His wife came with him sometimes in the evenings to dinner, and then Mr. Erskine's eyes would dwell on her with a kind of gladness. For now she had a colour in her cheek and a proud look on her face, which had not been there on the day when he had first heard her pray: "O God, help my Hughie!" in the square manse pew.
God had indeed helped Hughie—as He mostly does, through human agency. And Mr. Erskine was happier too. He had found an object in life, and, on the whole, his pupil did him great credit.
He also inserted a clause in his will, which ensures that Hugh and his wife shall not be dependent in their old age upon the goodwill of a faithful but scanty flock.
And as for Hugh Peebles, probable plagiarist, he writes his own sermons now, though he always submits them before preaching to his wise friend up at Barlochan. But it is for his first success that he is always asked when he goes from home. There is a never-failing postscript to any invitation from a clerical brother upon a sacramental occasion: "The congregation will be dreadfully disappointed if you do not give us 'Tadmor in the Wilderness.'"
And Hugh Peebles never disappoints them.
PETERSON'S PATIENT
When I go out on the round of a morning I generally take John with me. John is my "man," and of course it is etiquette that he should drive me to my patients' houses. But sometimes I tell him to put in old Black Bess for a long round-about journey, and then, in that case, I can drive myself.
For Black Bess is a real country doctor's horse. She will stand at a loaning foot with the reins hitched over a post—that is, if you give her a yard or so of head liberty, so that she may solace herself with the grass and clover tufts on the bank. Even without any grass at all, she will stand by a peat-stack in as profound a meditation as if she were responsible for the diagnosis of the case within. I honestly believe Bess is more than half a cow, and chews the cud on the sly. So whenever I feel a trifle lazy, I take the outer round and Black Bess, leaving the town and what the ambitious might call its "suburbs" to Dr. Peterson, my assistant. Not that this helps me much in the long run, because I have to keep track of what is going on in Peterson's head and revise his treatment. For, though his zeal and knowledge are always to be counted on, Peterson is apt to be lacking in a certain tact which the young practitioner only acquires by experience.
For instance, to take the important matter of diagnosis, Peterson used to think nothing of standing silent five or ten minutes making up his mind what was the matter with a patient. I once told him about this.
"Why," he replied, with, I must say, some slight disrespect for his senior, "you often do that yourself. You said this very morning that it took you twenty minutes to make up your mind whether to treat Job Sampson's wife for scarlet fever or for diphtheria!"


Required work: Looking at the data below, how many lines include the word "chart"? Respond with the number only.

########

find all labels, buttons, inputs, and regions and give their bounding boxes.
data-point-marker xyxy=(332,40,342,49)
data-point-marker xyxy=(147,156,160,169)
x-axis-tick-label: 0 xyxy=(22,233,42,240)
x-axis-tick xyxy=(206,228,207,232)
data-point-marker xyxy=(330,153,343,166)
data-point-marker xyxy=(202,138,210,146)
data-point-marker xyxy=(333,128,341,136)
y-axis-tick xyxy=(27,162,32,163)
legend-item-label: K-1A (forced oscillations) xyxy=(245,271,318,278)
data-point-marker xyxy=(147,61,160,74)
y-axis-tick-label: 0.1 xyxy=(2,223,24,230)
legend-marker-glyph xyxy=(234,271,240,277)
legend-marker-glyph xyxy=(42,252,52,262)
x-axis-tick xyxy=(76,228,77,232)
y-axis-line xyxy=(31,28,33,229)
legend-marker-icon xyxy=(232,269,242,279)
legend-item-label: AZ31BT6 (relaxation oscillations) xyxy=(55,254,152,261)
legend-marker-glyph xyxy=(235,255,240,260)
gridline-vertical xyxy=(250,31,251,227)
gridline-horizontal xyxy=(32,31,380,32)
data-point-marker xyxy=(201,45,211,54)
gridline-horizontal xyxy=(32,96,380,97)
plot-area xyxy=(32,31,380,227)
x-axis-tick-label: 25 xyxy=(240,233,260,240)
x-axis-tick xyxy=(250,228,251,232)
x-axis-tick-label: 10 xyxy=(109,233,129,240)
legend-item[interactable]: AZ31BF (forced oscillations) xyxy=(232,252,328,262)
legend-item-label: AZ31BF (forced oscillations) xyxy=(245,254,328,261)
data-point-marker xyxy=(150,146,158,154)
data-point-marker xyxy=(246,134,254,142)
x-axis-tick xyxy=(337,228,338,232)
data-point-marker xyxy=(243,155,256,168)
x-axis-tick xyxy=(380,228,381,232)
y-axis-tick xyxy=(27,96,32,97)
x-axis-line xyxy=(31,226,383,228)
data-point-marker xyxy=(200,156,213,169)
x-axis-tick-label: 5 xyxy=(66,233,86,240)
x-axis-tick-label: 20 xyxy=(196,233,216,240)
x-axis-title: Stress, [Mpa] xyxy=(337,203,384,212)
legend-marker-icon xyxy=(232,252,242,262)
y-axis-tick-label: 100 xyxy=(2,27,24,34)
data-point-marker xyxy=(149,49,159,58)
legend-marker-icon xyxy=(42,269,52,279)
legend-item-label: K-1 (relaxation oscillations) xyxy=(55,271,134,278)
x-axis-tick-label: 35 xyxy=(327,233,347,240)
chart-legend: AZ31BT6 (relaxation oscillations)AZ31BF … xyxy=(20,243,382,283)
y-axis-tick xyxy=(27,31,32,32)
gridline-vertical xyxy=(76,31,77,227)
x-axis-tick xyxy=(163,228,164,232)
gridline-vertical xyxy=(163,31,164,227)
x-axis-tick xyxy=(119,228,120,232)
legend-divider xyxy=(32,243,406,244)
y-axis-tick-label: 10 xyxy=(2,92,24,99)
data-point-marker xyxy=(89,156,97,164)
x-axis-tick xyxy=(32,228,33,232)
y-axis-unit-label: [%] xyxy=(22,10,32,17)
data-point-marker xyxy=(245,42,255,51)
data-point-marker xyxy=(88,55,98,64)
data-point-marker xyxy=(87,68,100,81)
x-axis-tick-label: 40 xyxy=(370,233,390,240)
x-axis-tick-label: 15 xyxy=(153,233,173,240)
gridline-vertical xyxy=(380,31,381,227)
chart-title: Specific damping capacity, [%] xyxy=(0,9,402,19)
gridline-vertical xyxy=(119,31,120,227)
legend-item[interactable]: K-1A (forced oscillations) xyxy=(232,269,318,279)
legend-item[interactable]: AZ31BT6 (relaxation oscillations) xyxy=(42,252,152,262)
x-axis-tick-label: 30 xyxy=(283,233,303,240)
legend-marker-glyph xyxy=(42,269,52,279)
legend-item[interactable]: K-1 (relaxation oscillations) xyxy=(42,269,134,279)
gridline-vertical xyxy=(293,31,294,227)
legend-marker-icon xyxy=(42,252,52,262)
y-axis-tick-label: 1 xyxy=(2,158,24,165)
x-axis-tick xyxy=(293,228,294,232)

########

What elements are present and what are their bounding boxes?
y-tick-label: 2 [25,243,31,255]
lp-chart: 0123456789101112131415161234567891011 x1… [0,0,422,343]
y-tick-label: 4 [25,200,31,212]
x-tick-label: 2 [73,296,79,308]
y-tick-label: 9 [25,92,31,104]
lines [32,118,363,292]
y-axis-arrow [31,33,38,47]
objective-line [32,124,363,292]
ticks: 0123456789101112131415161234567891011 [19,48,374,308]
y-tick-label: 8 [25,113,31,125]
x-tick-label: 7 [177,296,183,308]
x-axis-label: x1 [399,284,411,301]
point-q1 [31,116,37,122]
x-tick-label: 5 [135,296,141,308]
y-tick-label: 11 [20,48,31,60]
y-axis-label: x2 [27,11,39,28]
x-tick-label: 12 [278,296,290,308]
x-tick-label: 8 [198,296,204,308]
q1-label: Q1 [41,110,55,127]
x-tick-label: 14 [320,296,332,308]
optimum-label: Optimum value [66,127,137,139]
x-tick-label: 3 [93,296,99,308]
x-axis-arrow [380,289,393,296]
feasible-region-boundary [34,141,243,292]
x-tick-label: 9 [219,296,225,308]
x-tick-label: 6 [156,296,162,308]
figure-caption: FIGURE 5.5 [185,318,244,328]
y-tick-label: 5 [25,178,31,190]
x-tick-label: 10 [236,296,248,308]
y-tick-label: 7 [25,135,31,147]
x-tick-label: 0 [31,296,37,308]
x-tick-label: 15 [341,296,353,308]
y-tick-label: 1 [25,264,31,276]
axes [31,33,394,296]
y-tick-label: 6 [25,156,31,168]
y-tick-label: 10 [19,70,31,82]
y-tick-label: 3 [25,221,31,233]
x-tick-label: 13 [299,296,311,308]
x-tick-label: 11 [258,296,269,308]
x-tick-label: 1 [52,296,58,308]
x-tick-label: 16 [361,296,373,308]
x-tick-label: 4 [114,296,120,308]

########

Exercise solution: 3